Friday, May 9, 2014

AN ENDURING PROMISE















It’s a warm, bright Spring morning.

Warmth. It seemed like it would never come, like the cold gray would linger. But new life springs forth because the seasons always change. Always.

On this Spring morning I’m pushing Ella in the stroller and walking along busy Keele St. to pick up a few things from the store. I vaguely hear the words my two-year-old is singing and there’s the din of morning traffic and city busses rushing by in both directions. We’ve got guests coming for dinner and I’m mentally compiling a short list of the items I should grab.

I stop, almost impatient, because the light’s red and we can’t cross. But really, we’ve stopped because He ordains our steps and, whenever He wants, He stops us in our tracks. With nothing to do but wait, I look to the side.

Beside an ordinary, gray city sidewalk is a tree in full, shimmering light pink bloom. How can it be so easy to miss the blossoming of life?

I walk a few steps closer so that I’m underneath her beams and can breathe her fragrance. 

Smooth gray branches. Dark pink buds. Golden green leaves. Pastel pink petals. I know I must look odd standing there on a busy street corner, gazing up, breathing in, speaking to Him. Thank you for this. Thank you for stopping me. Thank you for creating this beauty for me to enjoy.  

With a gust of wind that brings a tearing, a falling of petals, I remember the words we’d heard read and preached only a few days earlier.

“All flesh is like grass and all its glory like the flower of grass. The grass withers, and the flower falls, but the word of the Lord remains forever.” (1 Peter 1:24-25)

His word—living, treasured, hidden, whispered.

In early Spring, when buds first begin to bloom, it seems like the soft, delicate pinks and whites that swirl round strong branches will last long enough that we’ll feel like we get enough, like we’ll be satisfied. The beauty of today will still be here tomorrow, we reason.

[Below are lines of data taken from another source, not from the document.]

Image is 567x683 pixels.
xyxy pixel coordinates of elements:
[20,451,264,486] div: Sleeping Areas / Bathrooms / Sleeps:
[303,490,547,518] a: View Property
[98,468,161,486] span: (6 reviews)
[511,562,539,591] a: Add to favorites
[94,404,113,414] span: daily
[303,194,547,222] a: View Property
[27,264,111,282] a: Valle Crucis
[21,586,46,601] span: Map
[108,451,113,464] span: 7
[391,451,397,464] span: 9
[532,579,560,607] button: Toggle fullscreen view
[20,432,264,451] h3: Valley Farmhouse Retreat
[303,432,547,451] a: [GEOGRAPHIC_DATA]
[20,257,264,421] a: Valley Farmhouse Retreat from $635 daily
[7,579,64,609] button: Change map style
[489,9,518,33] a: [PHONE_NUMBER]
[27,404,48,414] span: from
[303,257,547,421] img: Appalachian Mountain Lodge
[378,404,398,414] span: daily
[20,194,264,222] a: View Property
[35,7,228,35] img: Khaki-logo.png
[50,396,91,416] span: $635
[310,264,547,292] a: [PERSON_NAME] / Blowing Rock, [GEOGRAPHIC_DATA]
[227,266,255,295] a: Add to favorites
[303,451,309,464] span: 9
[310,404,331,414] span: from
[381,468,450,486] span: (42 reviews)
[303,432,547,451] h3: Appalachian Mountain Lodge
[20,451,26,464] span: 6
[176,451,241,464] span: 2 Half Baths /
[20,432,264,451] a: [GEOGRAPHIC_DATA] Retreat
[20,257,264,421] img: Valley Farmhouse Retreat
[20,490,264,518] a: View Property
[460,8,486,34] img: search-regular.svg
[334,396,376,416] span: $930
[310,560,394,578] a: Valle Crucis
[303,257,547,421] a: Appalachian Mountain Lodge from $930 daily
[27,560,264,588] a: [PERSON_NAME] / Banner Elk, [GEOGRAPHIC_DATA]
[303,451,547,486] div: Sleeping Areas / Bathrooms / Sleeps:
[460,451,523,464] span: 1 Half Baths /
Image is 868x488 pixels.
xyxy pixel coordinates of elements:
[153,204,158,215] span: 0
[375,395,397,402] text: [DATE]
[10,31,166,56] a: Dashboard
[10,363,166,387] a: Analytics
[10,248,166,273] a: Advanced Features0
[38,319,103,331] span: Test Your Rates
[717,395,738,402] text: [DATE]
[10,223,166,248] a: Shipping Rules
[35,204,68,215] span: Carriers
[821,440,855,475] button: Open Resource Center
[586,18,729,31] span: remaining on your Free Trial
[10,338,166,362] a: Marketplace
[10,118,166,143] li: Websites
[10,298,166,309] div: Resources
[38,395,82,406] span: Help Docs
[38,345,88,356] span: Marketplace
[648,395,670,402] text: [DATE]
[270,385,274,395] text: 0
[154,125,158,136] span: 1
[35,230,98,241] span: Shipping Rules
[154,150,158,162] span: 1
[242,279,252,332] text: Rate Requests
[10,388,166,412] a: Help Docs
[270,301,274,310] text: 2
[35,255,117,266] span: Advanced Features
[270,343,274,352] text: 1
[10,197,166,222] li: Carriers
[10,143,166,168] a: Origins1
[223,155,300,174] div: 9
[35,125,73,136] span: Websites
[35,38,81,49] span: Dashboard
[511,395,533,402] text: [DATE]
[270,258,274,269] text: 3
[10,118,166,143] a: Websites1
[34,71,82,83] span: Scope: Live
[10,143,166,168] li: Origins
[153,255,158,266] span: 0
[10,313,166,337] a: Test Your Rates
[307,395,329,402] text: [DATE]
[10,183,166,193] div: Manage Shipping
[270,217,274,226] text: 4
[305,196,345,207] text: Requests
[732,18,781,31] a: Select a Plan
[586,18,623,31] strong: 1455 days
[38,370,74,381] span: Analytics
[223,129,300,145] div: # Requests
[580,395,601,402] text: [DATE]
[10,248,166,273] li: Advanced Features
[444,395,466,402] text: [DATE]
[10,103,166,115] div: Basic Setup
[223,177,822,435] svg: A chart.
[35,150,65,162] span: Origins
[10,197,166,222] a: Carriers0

Tomorrow I’ll still be young. And the beauty of today is lovely enough that we anticipate feeling no sorrow when the petals collect in heaps in the gutters, for it’s still such a long, long way off.

Spring evokes something within us. Reflecting the creativity of the Creator, artists paint Spring's beauty on canvas and poets write of Spring's brevity in verse:

"Nature's first green is gold, 
Her hardest hue to hold. 
Her early leafs a flower; 
But only so an hour. 
Then leaf subsides to leaf. 
So Eden sank to grief, 
So dawn goes down to day. 
Nothing gold can stay."

~Robert Frost

In Toronto, we’re yet in the sweet stage of early Spring, where flowers resolutely cling to their tree branches. Buds have just opened and flowers are young, fresh, and strong. The petals leave only slowly, quietly, and unnoticed. Later on that will change--later on a single breath of wind could strip entire branches bare in one gust. One day we’ll be old. But for now, it’s all happening slowly.

One by one, the petals fall. 
Day by day, our lives pass. 
Quietly, slowly, at first. 
And then in strong, powerful gusts.  

But in this passing—as seasons change and flowers fall and grass withers and skin weathers—is there more we’re supposed to see?

We gaze at the beauty of life in full bloom and our minds recall the words first written by the prophet Isaiah then quoted by the disciple Peter and later spoken by us. We rightly think about the contrast between Creator and creature; we rightly remember that we’re but a moment and He is forever. 

But is there something else He wants us to remember, too?

Could it be that, as our days pass and life’s seasons' change and flowers fall and we mature from young to old, He wants us to remember, too, those words of promise that He spoke in His heart all those years ago? An enduring promise that is fulfilled even as, one by one, each petal falls: “While the earth remains, seedtime and harvest, cold and heat, summer and winter, day and night, shall not cease.” (Genesis 8:22)

When the tree’s blossoming glory falls to the ground and, year by year, the vitality of our youth weakens with age, we’re not only to consider the brevity of life. There’s more! In all this passing, there’s more.

 Each petal that falls, each day of our lives that passes, each season that changes one to the next is a reminder of God's enduring promise to Noah, to all creation, and to us.

“Never again.”

Spring’s blossoms will fall. The young will grow old. But in all of it, petal by petal, day by day, season after season, the word of the Lord remains forever.